The Conformist (1970, dir. Bernardo Bertolucci) (via)
The Conformist (1970, dir. Bernardo Bertolucci) (via)
Marlon Brando & Maria Schneider on the set of Last Tango in Paris (1972, dir. Bernardo Bertolucci) (via)
Stefania Sandrelli & Jean-Louis Trintignant in The Conformist (1970, dir. Bernardo Bertolucci) (via)
“To me, making a film is like resolving conflicts between light and dark, cold and warmth, blue and orange or other contrasting colors. There should be a sense of energy, or change of movement. A sense that time is going on - light becomes night, which reverts to morning.

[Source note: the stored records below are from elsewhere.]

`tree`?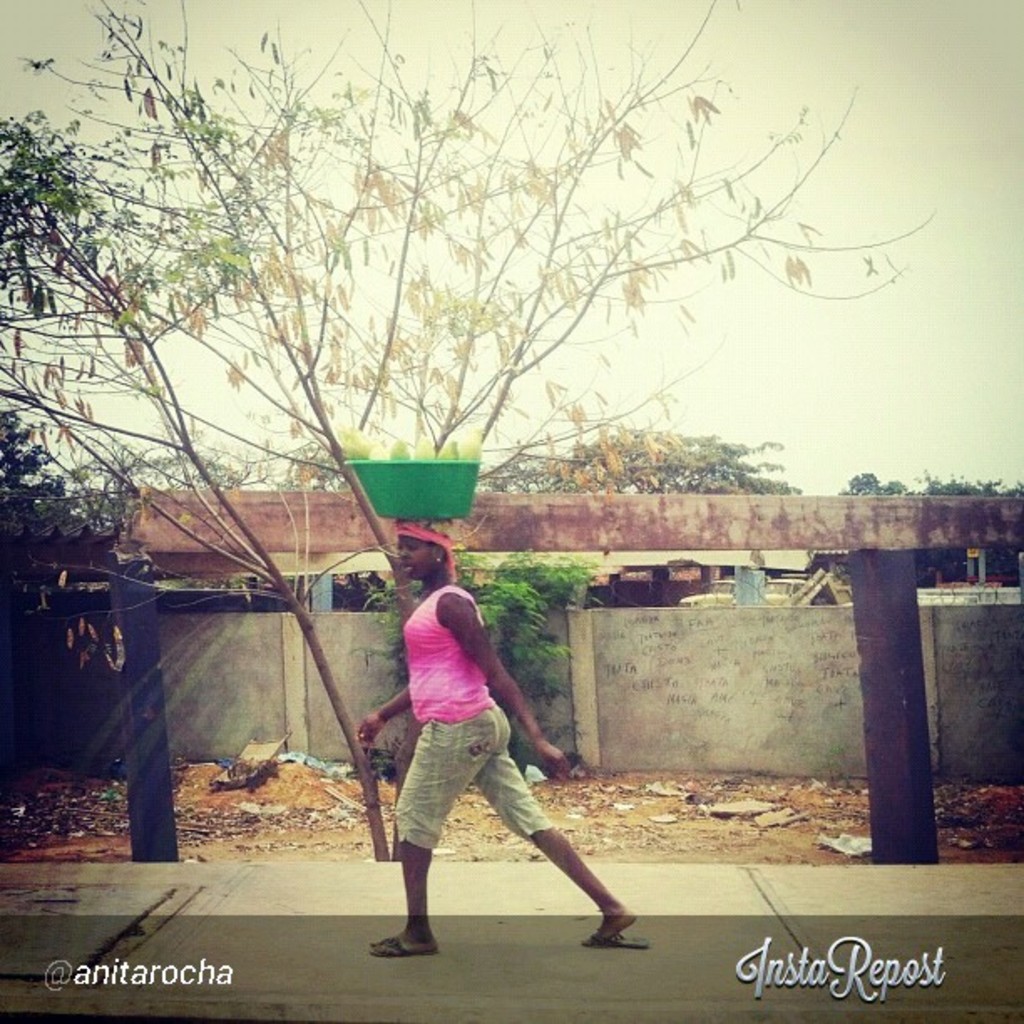
bbox(820, 467, 1022, 497)
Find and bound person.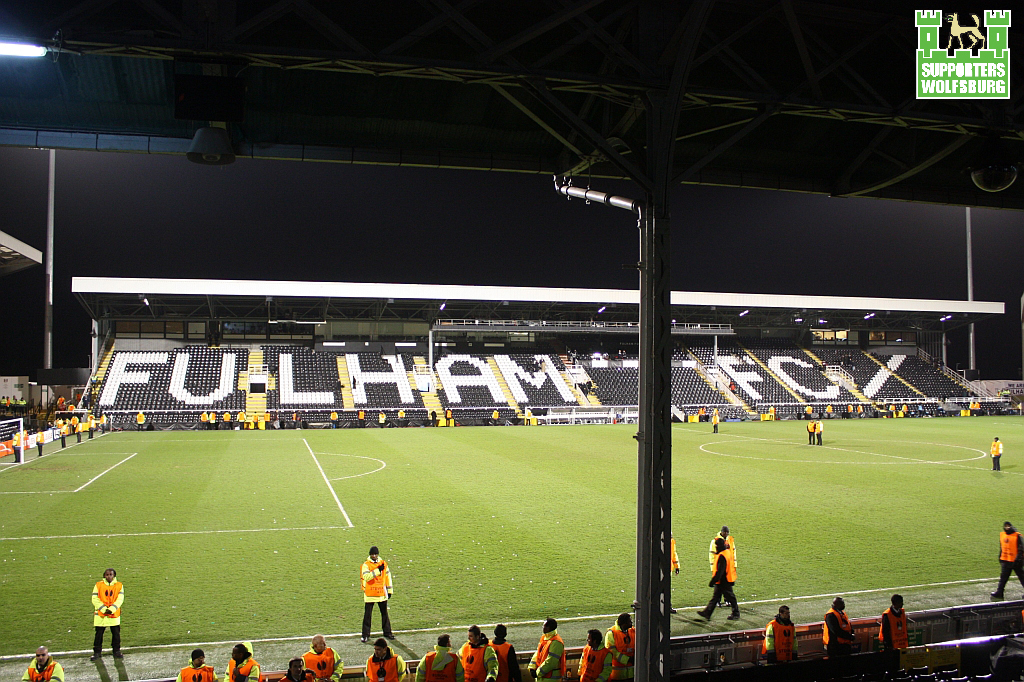
Bound: bbox=(132, 410, 143, 430).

Life becomes death.
Making a film is like documenting a journey and using light in the style that best suits that particular picture…the concept behind it.”
-The Conformist cinematographer Vittorio Storaro (via)
Marlon Brando & Maria Schneider in Last Tango in Paris (1972, dir. Bernardo Bertolucci) (via)
Jean-Louis Trintignant in The Conformist (1970, dir. Bernardo Bertolucci)
“Godard was my real guru, you understand? I used to think there was cinema before Godard and cinema after - like before and after Christ. So what he thought about the film meant a great deal to me.
[At the screening], he doesn’t say anything to me. He just gives me a note and then he leaves. I take the note and there was a Chairman Mao portrait on it and with Jean-Luc’s writing. The note says: ‘You have to fight against individualism and capitalism.’ That was his reaction to my movie. I was so enraged that I crumpled it up and threw it under my feet.
…Why do you think Godard didn’t like The Conformist, I ask Bertolucci. It was, after all, partly a trenchant diagnosis of a fascistic mentality. “I had finished the period in which to be able to communicate would be considered a mortal sin. He had not.”
But there might be another reason Godard didn’t like the film. In it, [the assassin] asks for [a targeted dissident teacher’s] phone number and address. “The number was Jean-Luc’s and the address was his on Rue Saint Jacques. So you can see that I was the conformist wanting to kill the radical.”
Indeed, Bertolucci takes evident delight in the fact that, for all Godard’s Maoist contempt for The Conformist, a rising generation of film-makers saw his picture as a revelation. “What always made me proud - almost blushing with pride - is that Francis Coppola, Martin Scorsese, Steven Spielberg all told me that The Conformist is their first modern influence.”
(via)
Jean-Louis Trintignant in The Conformist (1970, dir. Bernardo Bertolucci)
“Marcello is really a very complex character, searching to conform because of his great, violent anti-conformism. A true conformist is someone who has no wish to change; to wish to conform is really to say that the truth is the contrary.”